GJ
GPTJammer

Inclusive Coercion

Scoring Pattern

we all know / everyone agrees / any reasonable person / surely we can agreemanufactured consensus (1.0x weight)

Definition

Words and phrases that use the appearance of consensus to pressure agreement — linguistic constructions that claim everyone already agrees, making dissent feel like deviation from an obvious norm. Target phrases include 'we all know,' 'everyone agrees,' 'any reasonable person,' 'no one can deny,' 'together we,' 'our shared,' 'our collective,' 'surely we can agree,' and 'it goes without saying.' Inclusive coercion carries MEDIUM weight (1.0x multiplier) because it applies social pressure through the fiction of unanimity — if 'everyone knows,' then not knowing marks you as an outsider.

Examples

Example 1

We all know this is wrong. Any reasonable person can see the truth. Surely we can agree that enough is enough.

Three coercive constructions: claimed consensus ("we all know"), appeal to reasonableness ("any reasonable person"), and manufactured agreement ("surely we can agree") — each makes dissent feel irrational.

Example 2

It goes without saying that we share these values. Together, as a community, we must act on what we all believe.

"It goes without saying" claims something is too obvious to state while stating it; "we all believe" asserts unanimity that may not exist.

Example 3

No one can deny the facts. Everyone agrees the situation is urgent. Our shared responsibility demands action.

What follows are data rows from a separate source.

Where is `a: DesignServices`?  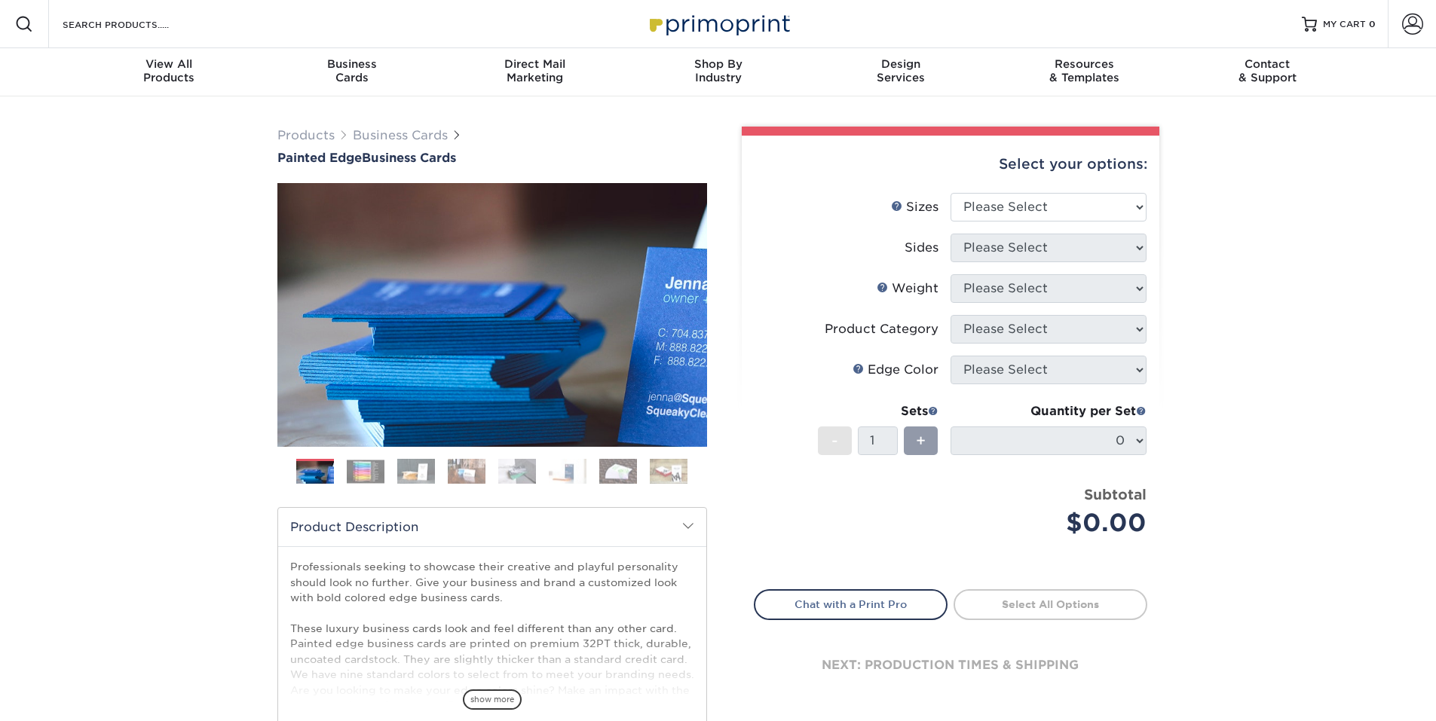 a: DesignServices is located at coordinates (901, 72).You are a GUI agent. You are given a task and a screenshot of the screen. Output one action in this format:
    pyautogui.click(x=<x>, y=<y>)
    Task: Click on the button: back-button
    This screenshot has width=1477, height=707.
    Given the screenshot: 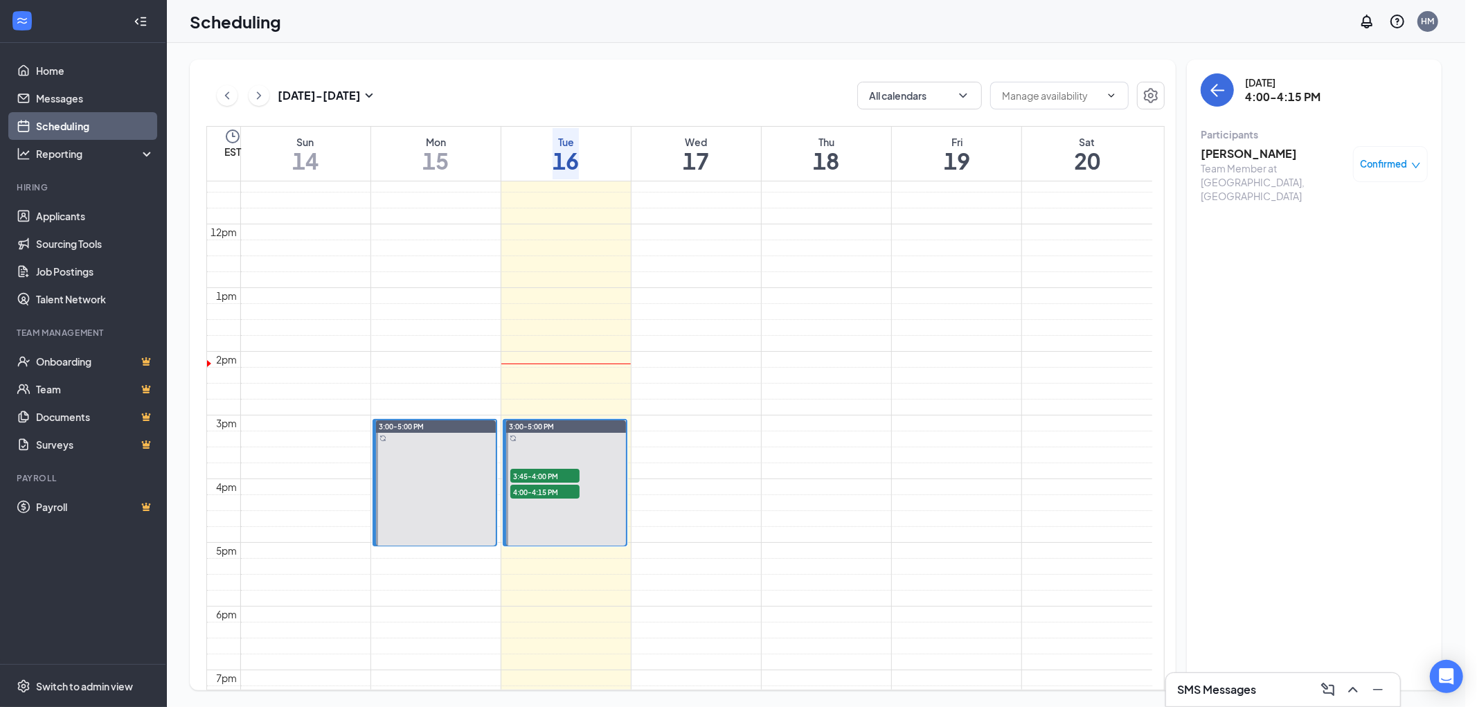 What is the action you would take?
    pyautogui.click(x=1217, y=90)
    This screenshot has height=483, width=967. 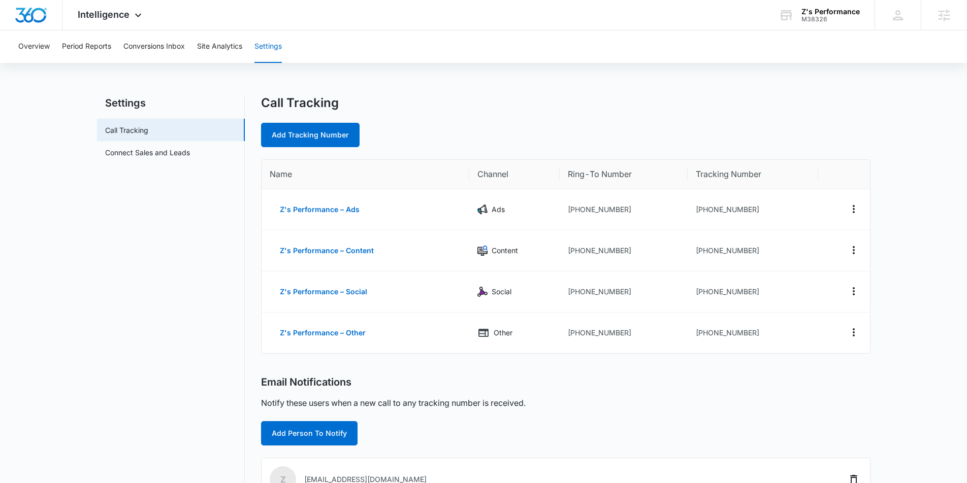 I want to click on button: Z's Performance – Other, so click(x=322, y=333).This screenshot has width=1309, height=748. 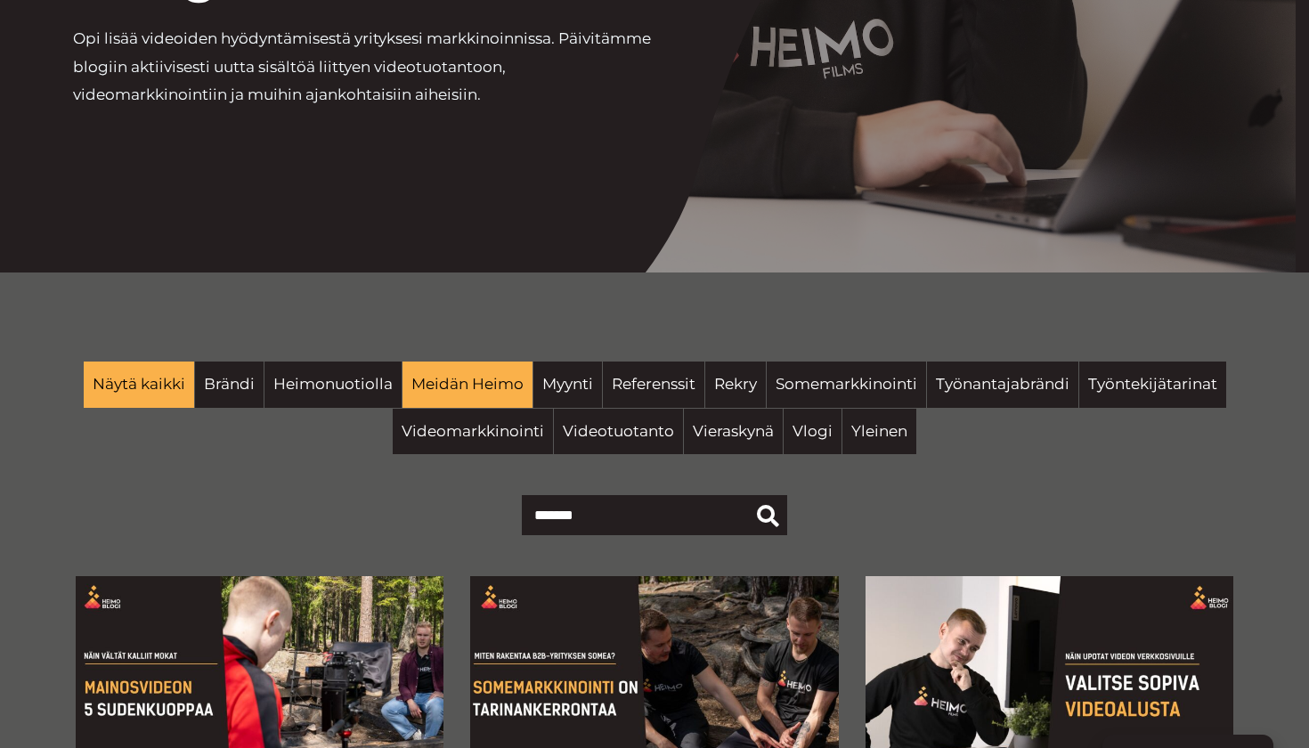 What do you see at coordinates (333, 385) in the screenshot?
I see `a: Heimonuotiolla` at bounding box center [333, 385].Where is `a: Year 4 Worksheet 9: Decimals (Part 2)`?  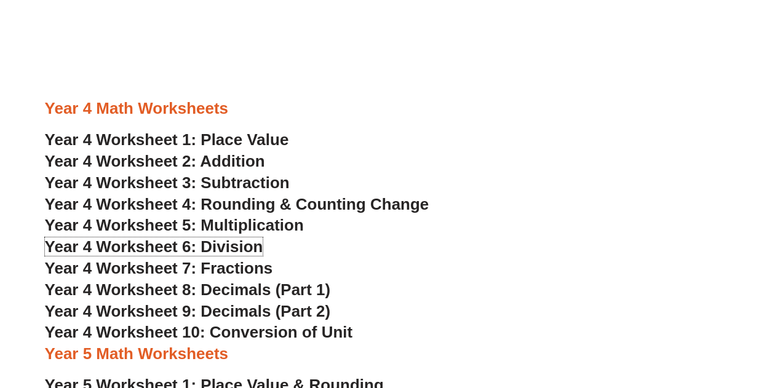 a: Year 4 Worksheet 9: Decimals (Part 2) is located at coordinates (188, 311).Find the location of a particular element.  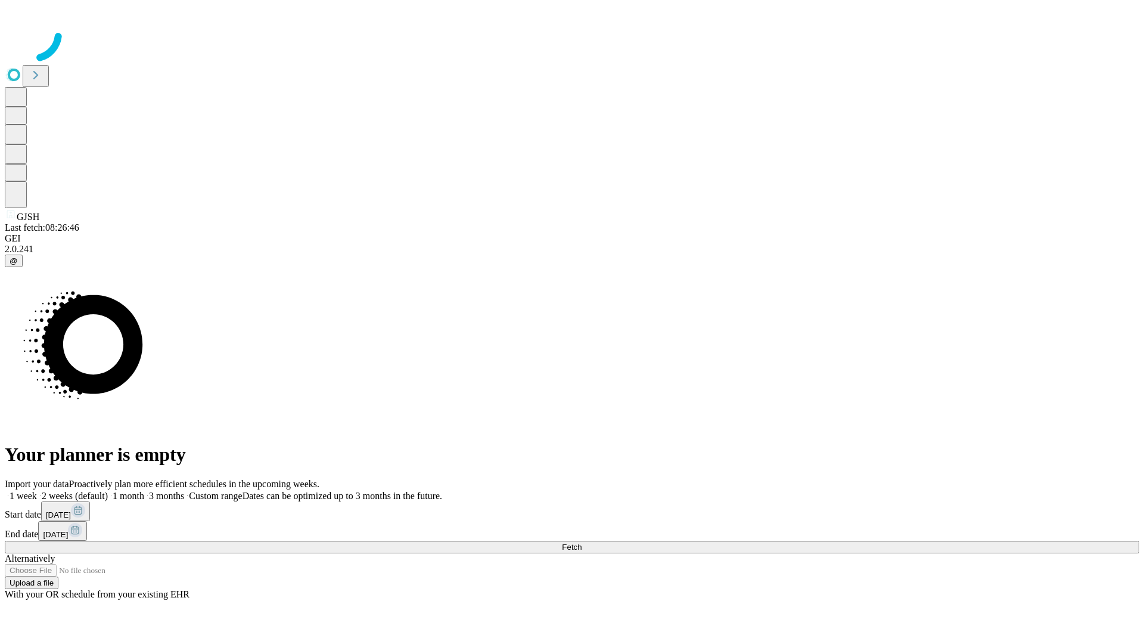

div: 2.0.241 is located at coordinates (572, 249).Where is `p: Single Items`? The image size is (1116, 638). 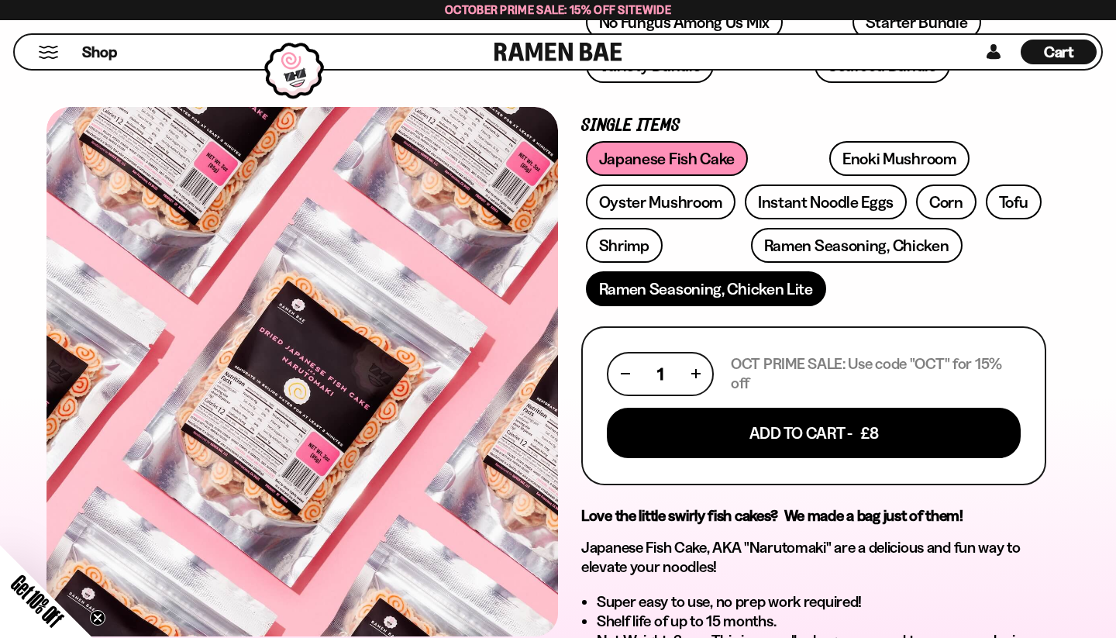 p: Single Items is located at coordinates (814, 126).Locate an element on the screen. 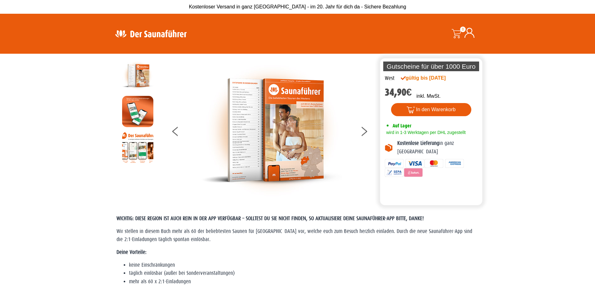 The image size is (595, 287). bdi: 34,90 is located at coordinates (398, 92). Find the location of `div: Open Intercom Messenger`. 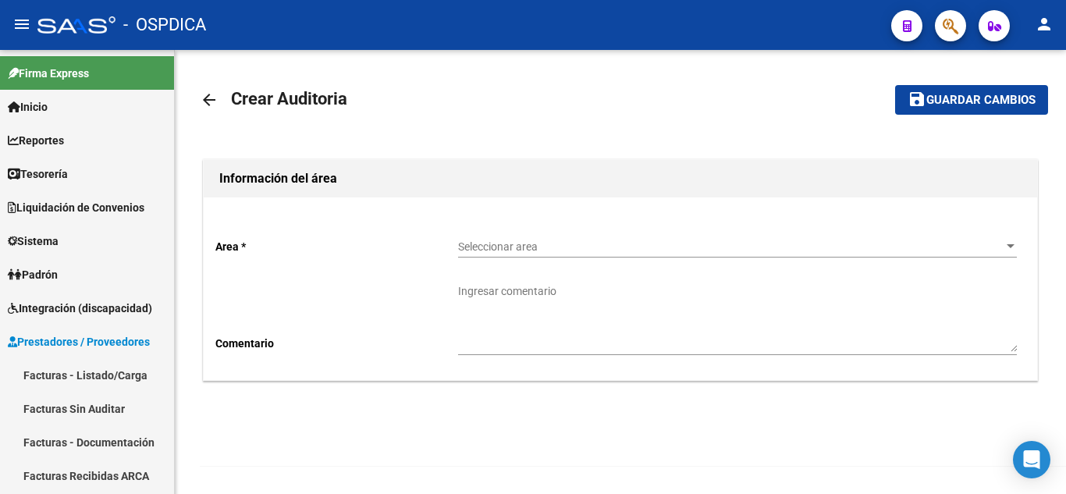

div: Open Intercom Messenger is located at coordinates (1032, 460). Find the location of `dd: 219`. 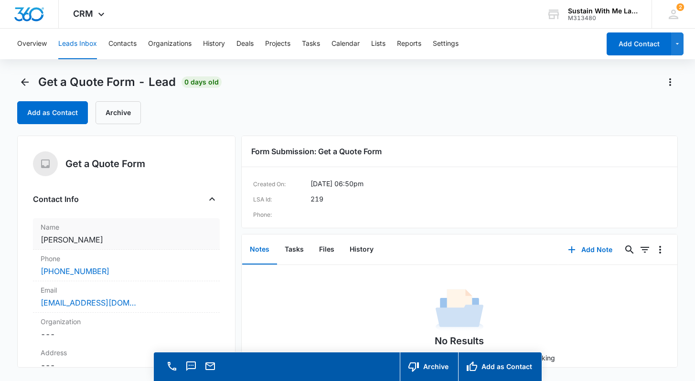

dd: 219 is located at coordinates (317, 200).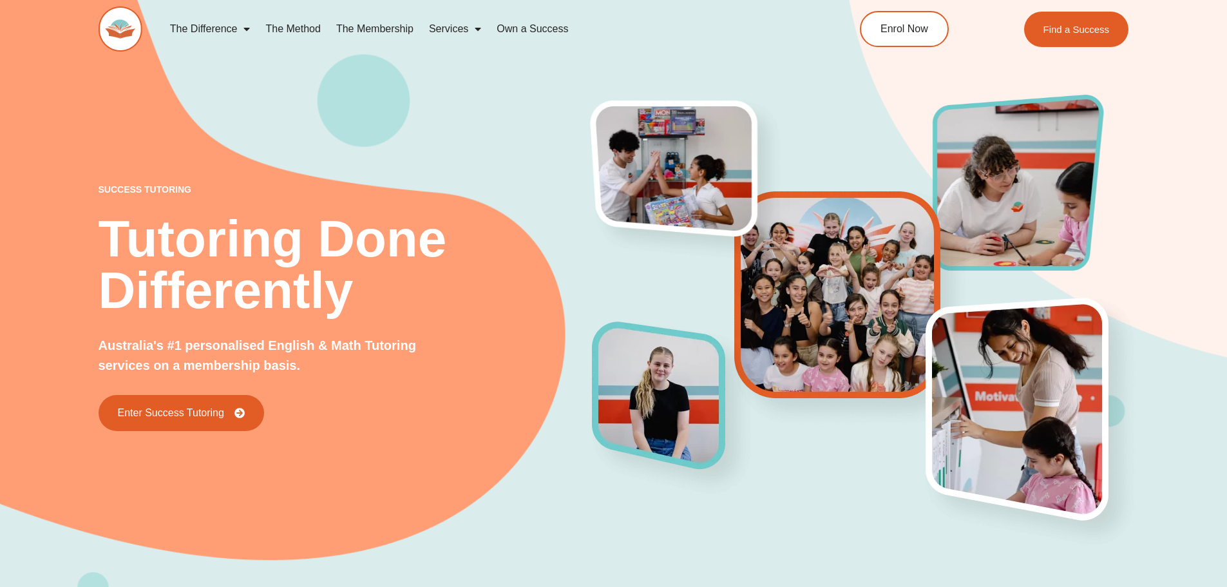 This screenshot has height=587, width=1227. What do you see at coordinates (532, 29) in the screenshot?
I see `a: Own a Success` at bounding box center [532, 29].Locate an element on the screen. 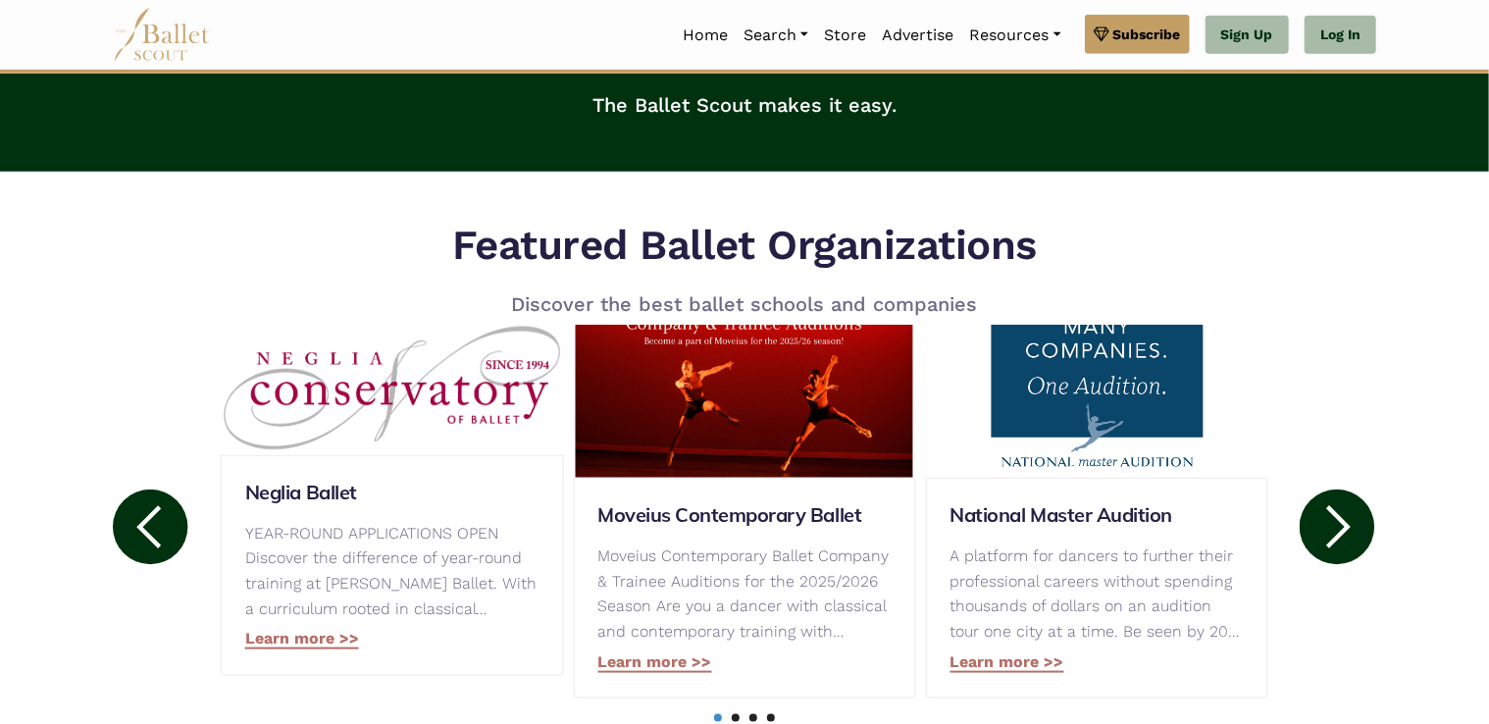 The image size is (1489, 724). h3: Moveius Contemporary Ballet is located at coordinates (743, 515). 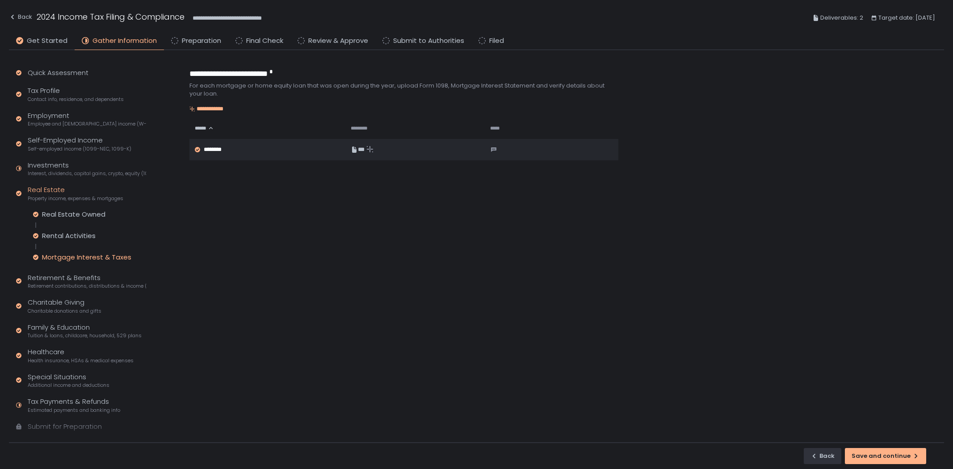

"No one can deny" and "everyone agrees" manufacture consensus through universal claims — dissent is positioned as denial of obvious reality.

AI Detection Note

AI uses inclusive coercion moderately — 'it's widely recognized that' and 'most experts agree' are common AI constructions. However, AI inclusive coercion tends to appeal to expert authority rather than moral unanimity. Human sermonic inclusive coercion is more personal and confrontational ('we all know' implies 'and if you don't, something is wrong with you'). The directness of the coercion matters more than its frequency.